Morocco is hot.  It was hot when we got here, and it will be hot when I leave tomorrow.  It has not dipped below the benchmark 40 C / 100 F the entire time we’ve been here, including at night, and we have seen no Moroccan clouds except for a four minute rain splatter as we entered Fez that made it worse.  Humidity up, temperature relentless.

Marrakech has been the hottest though, the air aggressively still, any occasional breezes are oven blasts that suck the moisture off your eyes.  If you aren't squinting from the sun, you will from the heat.  Tourists walk around with pinched red faces, shiny at the temples.

It is Ramadan, when Muslins fast all day, not even allowed to drink water.  I seriously wonder about the number of deaths by dehydration.  Taking pictures of people is never appreciated here, and it seems that this prohibition is even stronger during Ramadan, so I apologize for the utter lack of images of the old women sitting along the side of the street in vibrantly colored robes, lined and storytelling faces sometimes visible beneath their hijab, the traditional headscarf that nearly all women wear, or often just their dark eyes looking steadily at the world through the narrow gap of a veil.

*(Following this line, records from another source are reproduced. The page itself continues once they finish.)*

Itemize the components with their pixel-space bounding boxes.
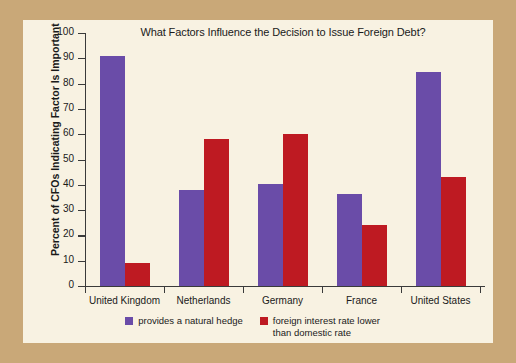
x-axis-tick: [164, 287, 165, 293]
x-axis-label-netherlands: Netherlands: [177, 295, 231, 306]
y-axis-tick-label: 80: [63, 77, 78, 88]
bar-united-states-series1: [441, 177, 466, 286]
plot-area: [85, 33, 480, 286]
y-axis-tick-label: 10: [63, 254, 78, 265]
x-axis-label-united-states: United States: [410, 295, 470, 306]
y-axis-tick-label: 100: [57, 26, 78, 37]
legend-label-0: provides a natural hedge: [138, 315, 243, 327]
legend-swatch-icon-1: [260, 317, 268, 325]
x-axis-tick: [243, 287, 244, 293]
chart-figure-panel: What Factors Influence the Decision to I…: [23, 20, 493, 343]
x-axis-tick: [322, 287, 323, 293]
legend-swatch-icon-0: [125, 317, 133, 325]
x-axis-label-united-kingdom: United Kingdom: [89, 295, 160, 306]
x-axis-label-france: France: [346, 295, 377, 306]
y-axis-tick-label: 50: [63, 153, 78, 164]
y-axis-tick-label: 60: [63, 127, 78, 138]
bar-united-kingdom-series0: [100, 56, 125, 286]
y-axis-tick-label: 70: [63, 102, 78, 113]
x-axis-label-germany: Germany: [262, 295, 303, 306]
bar-netherlands-series0: [179, 190, 204, 286]
bar-germany-series1: [283, 134, 308, 286]
x-axis-line: [85, 286, 485, 287]
bar-germany-series0: [258, 184, 283, 286]
x-axis-tick: [85, 287, 86, 293]
chart-legend: provides a natural hedgeforeign interest…: [23, 315, 493, 338]
y-axis-tick-label: 90: [63, 51, 78, 62]
bar-france-series1: [362, 225, 387, 286]
legend-entry-1: foreign interest rate lower than domesti…: [260, 315, 391, 338]
bar-netherlands-series1: [204, 139, 229, 286]
x-axis-tick: [480, 287, 481, 293]
x-axis-tick: [401, 287, 402, 293]
bar-united-kingdom-series1: [125, 263, 150, 286]
bar-france-series0: [337, 194, 362, 286]
legend-label-1: foreign interest rate lower than domesti…: [273, 315, 391, 338]
bar-united-states-series0: [416, 72, 441, 286]
y-axis-tick-label: 0: [68, 279, 78, 290]
y-axis-tick-label: 40: [63, 178, 78, 189]
y-axis-tick-label: 20: [63, 228, 78, 239]
legend-entry-0: provides a natural hedge: [125, 315, 243, 327]
y-axis-tick-label: 30: [63, 203, 78, 214]
y-axis-title: Percent of CFOs Indicating Factor Is Imp…: [49, 36, 61, 256]
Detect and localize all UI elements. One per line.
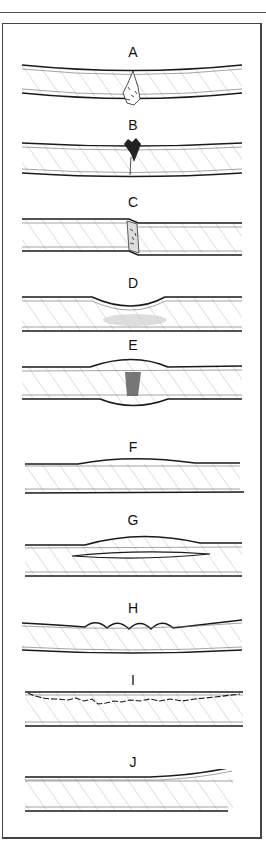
plate-peel-diagram bbox=[0, 769, 266, 819]
panel-label: E bbox=[0, 338, 266, 352]
panel-label: B bbox=[0, 118, 266, 132]
panel-label: J bbox=[0, 755, 266, 769]
panel-label: D bbox=[0, 276, 266, 290]
plate-subsurface-crack-diagram bbox=[0, 687, 266, 737]
panel-label: G bbox=[0, 513, 266, 527]
plate-wrinkle-diagram bbox=[0, 615, 266, 665]
plate-depression-diagram bbox=[0, 290, 266, 340]
plate-delamination-diagram bbox=[0, 527, 266, 577]
panel-label: F bbox=[0, 440, 266, 454]
plate-shear-diagram bbox=[0, 209, 266, 259]
plate-bulge-diagram bbox=[0, 352, 266, 412]
plate-crack-diagram bbox=[0, 59, 266, 119]
plate-crater-diagram bbox=[0, 132, 266, 182]
panel-label: I bbox=[0, 673, 266, 687]
panel-label: C bbox=[0, 195, 266, 209]
plate-swelling-diagram bbox=[0, 454, 266, 504]
top-rule bbox=[0, 12, 266, 13]
panel-label: H bbox=[0, 601, 266, 615]
panel-label: A bbox=[0, 45, 266, 59]
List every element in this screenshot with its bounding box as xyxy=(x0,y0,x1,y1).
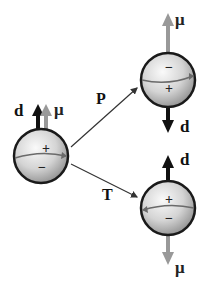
original-d-label: d xyxy=(14,101,23,121)
labels-layer: + − d μ P − + μ d T + − d μ xyxy=(0,0,208,287)
parity-bottom-sign: + xyxy=(163,81,175,97)
time-reversal-transform-label: T xyxy=(102,186,113,204)
parity-d-label: d xyxy=(180,117,189,137)
parity-top-sign: − xyxy=(163,60,175,76)
time-reversal-d-label: d xyxy=(180,150,189,170)
time-reversal-bottom-sign: − xyxy=(163,211,175,227)
original-bottom-sign: − xyxy=(36,160,48,176)
original-top-sign: + xyxy=(40,141,52,157)
time-reversal-mu-label: μ xyxy=(175,258,185,278)
parity-mu-label: μ xyxy=(175,10,185,30)
original-mu-label: μ xyxy=(54,100,64,120)
parity-transform-label: P xyxy=(96,90,106,108)
time-reversal-top-sign: + xyxy=(163,192,175,208)
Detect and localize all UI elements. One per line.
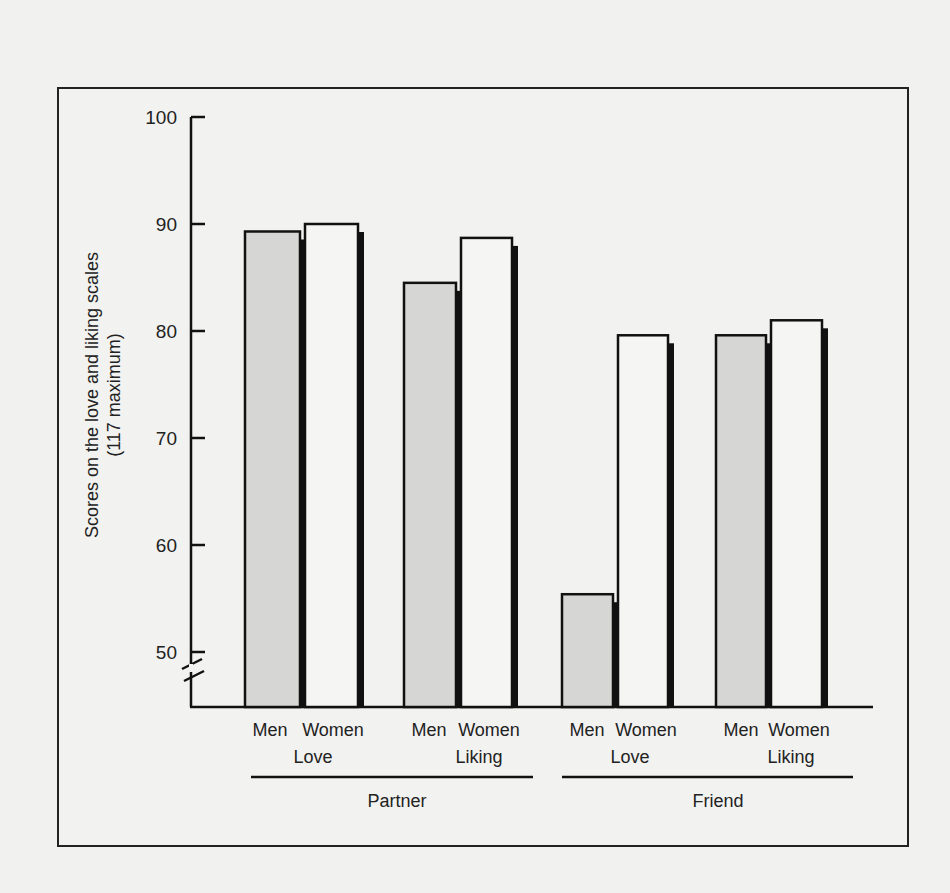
x-sublabel-liking: Liking	[455, 747, 502, 767]
y-tick-label: 80	[156, 321, 177, 342]
x-label-men: Men	[723, 720, 758, 740]
x-label-women: Women	[302, 720, 364, 740]
x-sublabel-liking: Liking	[767, 747, 814, 767]
group-label-friend: Friend	[692, 791, 743, 811]
x-label-women: Women	[615, 720, 677, 740]
bar-friend-love-men	[562, 594, 613, 707]
x-sublabel-love: Love	[293, 747, 332, 767]
x-sublabel-love: Love	[610, 747, 649, 767]
y-axis-title: Scores on the love and liking scales (11…	[82, 252, 124, 538]
x-labels: MenWomenLoveMenWomenLikingMenWomenLoveMe…	[252, 720, 829, 767]
bar-friend-liking-men	[716, 335, 766, 707]
bar-partner-love-women	[305, 224, 358, 707]
y-tick-label: 70	[156, 428, 177, 449]
bar-partner-liking-women	[461, 238, 512, 707]
group-label-partner: Partner	[367, 791, 426, 811]
y-axis-title-main: Scores on the love and liking scales	[82, 252, 102, 538]
y-tick-label: 100	[145, 107, 177, 128]
x-label-women: Women	[768, 720, 830, 740]
y-ticks: 5060708090100	[145, 107, 205, 663]
bar-friend-liking-women	[771, 320, 822, 707]
x-label-women: Women	[458, 720, 520, 740]
bar-friend-love-women	[618, 335, 668, 707]
axis-break-icon	[182, 659, 204, 681]
x-label-men: Men	[252, 720, 287, 740]
x-label-men: Men	[569, 720, 604, 740]
y-axis-title-sub: (117 maximum)	[104, 333, 124, 457]
bar-partner-love-men	[245, 231, 300, 707]
x-label-men: Men	[411, 720, 446, 740]
y-tick-label: 90	[156, 214, 177, 235]
bar-chart: 5060708090100 MenWomenLoveMenWomenLiking…	[0, 0, 950, 893]
bars	[245, 224, 828, 707]
bar-partner-liking-men	[404, 283, 456, 707]
y-tick-label: 50	[156, 642, 177, 663]
y-tick-label: 60	[156, 535, 177, 556]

Any streets that survive the dead heat of the day come alive at night.  The air becomes hazy with the exhaust of motor bikes, ridden by sleeveless young men with shining hair and reflective sunglasses, or rigid figures of women in full robes and veil, gorgeous vibrant colors flashing past, blue orange green in front of the tan and brown walls.  Turgid water seeps between cobblestones after shopkeepers soak the area in front of their storefronts to damp down the dust and cool the pavement’s hot grudge of sunlight.

Crowds perambulate, darting eyes at each other and the piles of goods lining the narrow twisting streets, sheets heaped with pajama pants, plastic bags of individually packaged pairs of socks, a table heaped with abandoned Reeboks and lightly worn Nikes.  Strings of leather sandals hang from awnings in the noisy light of bare incandescent light bulbs, reflected across the narrow street in murky glass panels of display cases filled with Moroccan pastries sticky in honey saturation.  By day any open cases vibrate with yellow jacket ecstasy.

Tables loaded with incense, stuffed lizards, and crystals often hold a silver or ceramic chalice, burning smoke that liberates frankincense and myrrh from biblical irrelevance and makes them a tangible part of the air alongside the formaldehyde buzz of the olive stands and the rancid guano stink of the chicken pens, all over the base note of human sweat.